Memoirs have been around in one form or another from pre-literate days to the present-day online blogs and personal tell-all websites. The book that stands out in my mind as the beginning of the latest surge in popularity of this genre would be Angela's Ashes: a Memoir by Frank McCourt (1996.) Despite, or because of, his grim and brutal childhood, McCourt's memoir was widely read and it was beautifully written.
Other popular and literate memoirs written in the last decade that come to mind are: Having Our Say: The Delaney Sisters' First Hundred Years by Sarah and A. Elizabeth Delaney; The Liar's Club by Mary Karr and A Heartbreaking Work of Staggering Genius by Dave Eggars. But then the inspired or merely perspired, the depressed, addicted, talented or talentless all took pen to paper to confess to an avid reading public.
Whether the memoirist is telling his stories over a campfire in a cave or huddled over the warm glow of a computer screen, telling our own stories and learning other people's stories is an age-old tradition. In recent years, so many journal writing groups have formed that the unwritten memory barely existed. For a while it seemed as though publishers were literally grabbing random people off the street and sticking a microphone in their faces to dictate their story to a ghostwriter. And of course, every celebrity seems to have penned his/her story, no matter how thin a book that might make.
Rick Bragg (All Over But the Shouting) tells about writing memoirs in this issue of The Writer magazine
Frank McCourt writes about memoirs in this issue of Writers' Digest magazine. And in another issue of the same magazine, there is more advice on the subject.
Good, bad or indifferent, memoirs remail a popular genre.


* [To do]
Transcription task. Write out each entry verbatim and exclude any image.

+++ Data to use +++

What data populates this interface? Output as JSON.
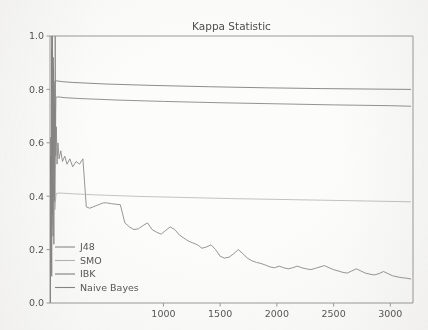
{
  "figure": {
    "title": "Kappa Statistic",
    "background_color": "#fdfdfc"
  },
  "chart_data": {
    "type": "line",
    "title": "Kappa Statistic",
    "xlabel": "",
    "ylabel": "",
    "xlim": [
      0,
      3200
    ],
    "ylim": [
      0.0,
      1.0
    ],
    "grid": false,
    "legend_position": "lower left",
    "xticks": [
      1000,
      1500,
      2000,
      2500,
      3000
    ],
    "xtick_labels": [
      "1000",
      "1500",
      "2000",
      "2500",
      "3000"
    ],
    "yticks": [
      0.0,
      0.2,
      0.4,
      0.6,
      0.8,
      1.0
    ],
    "ytick_labels": [
      "0.0",
      "0.2",
      "0.4",
      "0.6",
      "0.8",
      "1.0"
    ],
    "series": [
      {
        "name": "J48",
        "color": "#8a8886",
        "x": [
          2,
          6,
          10,
          14,
          18,
          22,
          26,
          30,
          34,
          38,
          42,
          46,
          50,
          56,
          62,
          70,
          80,
          95,
          110,
          130,
          150,
          175,
          200,
          230,
          260,
          290,
          320,
          350,
          380,
          410,
          440,
          470,
          500,
          540,
          580,
          620,
          660,
          700,
          740,
          780,
          820,
          860,
          900,
          940,
          980,
          1020,
          1060,
          1100,
          1140,
          1180,
          1220,
          1260,
          1300,
          1340,
          1380,
          1420,
          1460,
          1500,
          1540,
          1580,
          1620,
          1660,
          1700,
          1740,
          1780,
          1820,
          1860,
          1900,
          1940,
          1980,
          2020,
          2060,
          2100,
          2140,
          2180,
          2220,
          2260,
          2300,
          2340,
          2380,
          2420,
          2460,
          2500,
          2540,
          2580,
          2620,
          2660,
          2700,
          2740,
          2780,
          2820,
          2860,
          2900,
          2940,
          2980,
          3020,
          3060,
          3100,
          3140,
          3180
        ],
        "y": [
          0.0,
          0.62,
          0.18,
          0.95,
          0.3,
          1.0,
          0.42,
          0.88,
          0.22,
          0.74,
          0.35,
          1.0,
          0.55,
          0.66,
          0.52,
          0.6,
          0.54,
          0.57,
          0.53,
          0.55,
          0.52,
          0.54,
          0.51,
          0.53,
          0.52,
          0.54,
          0.36,
          0.355,
          0.36,
          0.365,
          0.37,
          0.375,
          0.375,
          0.372,
          0.37,
          0.368,
          0.3,
          0.285,
          0.275,
          0.278,
          0.29,
          0.3,
          0.275,
          0.265,
          0.258,
          0.272,
          0.285,
          0.275,
          0.255,
          0.243,
          0.232,
          0.225,
          0.218,
          0.205,
          0.21,
          0.218,
          0.2,
          0.175,
          0.168,
          0.172,
          0.185,
          0.2,
          0.185,
          0.168,
          0.158,
          0.152,
          0.148,
          0.142,
          0.135,
          0.132,
          0.138,
          0.132,
          0.128,
          0.132,
          0.138,
          0.132,
          0.128,
          0.125,
          0.13,
          0.135,
          0.14,
          0.132,
          0.125,
          0.12,
          0.115,
          0.112,
          0.12,
          0.128,
          0.12,
          0.112,
          0.108,
          0.105,
          0.11,
          0.118,
          0.11,
          0.102,
          0.098,
          0.095,
          0.093,
          0.09
        ]
      },
      {
        "name": "SMO",
        "color": "#b4b2b0",
        "x": [
          2,
          8,
          14,
          20,
          26,
          32,
          40,
          55,
          80,
          120,
          200,
          400,
          800,
          1200,
          1600,
          2000,
          2400,
          2800,
          3180
        ],
        "y": [
          0.0,
          0.48,
          0.12,
          1.0,
          0.28,
          0.86,
          0.35,
          0.41,
          0.412,
          0.411,
          0.409,
          0.405,
          0.399,
          0.395,
          0.391,
          0.388,
          0.385,
          0.382,
          0.379
        ]
      },
      {
        "name": "IBK",
        "color": "#7e7c7a",
        "x": [
          2,
          7,
          12,
          17,
          22,
          28,
          34,
          42,
          55,
          75,
          110,
          200,
          500,
          900,
          1400,
          1900,
          2400,
          2900,
          3180
        ],
        "y": [
          0.0,
          0.55,
          0.15,
          1.0,
          0.33,
          0.92,
          0.4,
          0.83,
          0.832,
          0.831,
          0.829,
          0.826,
          0.82,
          0.815,
          0.81,
          0.806,
          0.803,
          0.801,
          0.8
        ]
      },
      {
        "name": "Naive Bayes",
        "color": "#86837f",
        "x": [
          2,
          9,
          15,
          21,
          27,
          33,
          41,
          52,
          68,
          90,
          130,
          250,
          600,
          1000,
          1500,
          2000,
          2500,
          3000,
          3180
        ],
        "y": [
          0.0,
          0.44,
          0.1,
          1.0,
          0.25,
          0.8,
          0.38,
          0.77,
          0.772,
          0.771,
          0.769,
          0.766,
          0.76,
          0.755,
          0.75,
          0.746,
          0.742,
          0.739,
          0.737
        ]
      }
    ]
  },
  "legend": {
    "entries": [
      {
        "label": "J48",
        "color": "#8a8886"
      },
      {
        "label": "SMO",
        "color": "#b4b2b0"
      },
      {
        "label": "IBK",
        "color": "#7e7c7a"
      },
      {
        "label": "Naive Bayes",
        "color": "#86837f"
      }
    ]
  }
}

+++

* [Task response]
What data populates this interface? Output as JSON.
{
  "figure": {
    "title": "Kappa Statistic",
    "background_color": "#fdfdfc"
  },
  "chart_data": {
    "type": "line",
    "title": "Kappa Statistic",
    "xlabel": "",
    "ylabel": "",
    "xlim": [
      0,
      3200
    ],
    "ylim": [
      0.0,
      1.0
    ],
    "grid": false,
    "legend_position": "lower left",
    "xticks": [
      1000,
      1500,
      2000,
      2500,
      3000
    ],
    "xtick_labels": [
      "1000",
      "1500",
      "2000",
      "2500",
      "3000"
    ],
    "yticks": [
      0.0,
      0.2,
      0.4,
      0.6,
      0.8,
      1.0
    ],
    "ytick_labels": [
      "0.0",
      "0.2",
      "0.4",
      "0.6",
      "0.8",
      "1.0"
    ],
    "series": [
      {
        "name": "J48",
        "color": "#8a8886",
        "x": [
          2,
          6,
          10,
          14,
          18,
          22,
          26,
          30,
          34,
          38,
          42,
          46,
          50,
          56,
          62,
          70,
          80,
          95,
          110,
          130,
          150,
          175,
          200,
          230,
          260,
          290,
          320,
          350,
          380,
          410,
          440,
          470,
          500,
          540,
          580,
          620,
          660,
          700,
          740,
          780,
          820,
          860,
          900,
          940,
          980,
          1020,
          1060,
          1100,
          1140,
          1180,
          1220,
          1260,
          1300,
          1340,
          1380,
          1420,
          1460,
          1500,
          1540,
          1580,
          1620,
          1660,
          1700,
          1740,
          1780,
          1820,
          1860,
          1900,
          1940,
          1980,
          2020,
          2060,
          2100,
          2140,
          2180,
          2220,
          2260,
          2300,
          2340,
          2380,
          2420,
          2460,
          2500,
          2540,
          2580,
          2620,
          2660,
          2700,
          2740,
          2780,
          2820,
          2860,
          2900,
          2940,
          2980,
          3020,
          3060,
          3100,
          3140,
          3180
        ],
        "y": [
          0.0,
          0.62,
          0.18,
          0.95,
          0.3,
          1.0,
          0.42,
          0.88,
          0.22,
          0.74,
          0.35,
          1.0,
          0.55,
          0.66,
          0.52,
          0.6,
          0.54,
          0.57,
          0.53,
          0.55,
          0.52,
          0.54,
          0.51,
          0.53,
          0.52,
          0.54,
          0.36,
          0.355,
          0.36,
          0.365,
          0.37,
          0.375,
          0.375,
          0.372,
          0.37,
          0.368,
          0.3,
          0.285,
          0.275,
          0.278,
          0.29,
          0.3,
          0.275,
          0.265,
          0.258,
          0.272,
          0.285,
          0.275,
          0.255,
          0.243,
          0.232,
          0.225,
          0.218,
          0.205,
          0.21,
          0.218,
          0.2,
          0.175,
          0.168,
          0.172,
          0.185,
          0.2,
          0.185,
          0.168,
          0.158,
          0.152,
          0.148,
          0.142,
          0.135,
          0.132,
          0.138,
          0.132,
          0.128,
          0.132,
          0.138,
          0.132,
          0.128,
          0.125,
          0.13,
          0.135,
          0.14,
          0.132,
          0.125,
          0.12,
          0.115,
          0.112,
          0.12,
          0.128,
          0.12,
          0.112,
          0.108,
          0.105,
          0.11,
          0.118,
          0.11,
          0.102,
          0.098,
          0.095,
          0.093,
          0.09
        ]
      },
      {
        "name": "SMO",
        "color": "#b4b2b0",
        "x": [
          2,
          8,
          14,
          20,
          26,
          32,
          40,
          55,
          80,
          120,
          200,
          400,
          800,
          1200,
          1600,
          2000,
          2400,
          2800,
          3180
        ],
        "y": [
          0.0,
          0.48,
          0.12,
          1.0,
          0.28,
          0.86,
          0.35,
          0.41,
          0.412,
          0.411,
          0.409,
          0.405,
          0.399,
          0.395,
          0.391,
          0.388,
          0.385,
          0.382,
          0.379
        ]
      },
      {
        "name": "IBK",
        "color": "#7e7c7a",
        "x": [
          2,
          7,
          12,
          17,
          22,
          28,
          34,
          42,
          55,
          75,
          110,
          200,
          500,
          900,
          1400,
          1900,
          2400,
          2900,
          3180
        ],
        "y": [
          0.0,
          0.55,
          0.15,
          1.0,
          0.33,
          0.92,
          0.4,
          0.83,
          0.832,
          0.831,
          0.829,
          0.826,
          0.82,
          0.815,
          0.81,
          0.806,
          0.803,
          0.801,
          0.8
        ]
      },
      {
        "name": "Naive Bayes",
        "color": "#86837f",
        "x": [
          2,
          9,
          15,
          21,
          27,
          33,
          41,
          52,
          68,
          90,
          130,
          250,
          600,
          1000,
          1500,
          2000,
          2500,
          3000,
          3180
        ],
        "y": [
          0.0,
          0.44,
          0.1,
          1.0,
          0.25,
          0.8,
          0.38,
          0.77,
          0.772,
          0.771,
          0.769,
          0.766,
          0.76,
          0.755,
          0.75,
          0.746,
          0.742,
          0.739,
          0.737
        ]
      }
    ]
  },
  "legend": {
    "entries": [
      {
        "label": "J48",
        "color": "#8a8886"
      },
      {
        "label": "SMO",
        "color": "#b4b2b0"
      },
      {
        "label": "IBK",
        "color": "#7e7c7a"
      },
      {
        "label": "Naive Bayes",
        "color": "#86837f"
      }
    ]
  }
}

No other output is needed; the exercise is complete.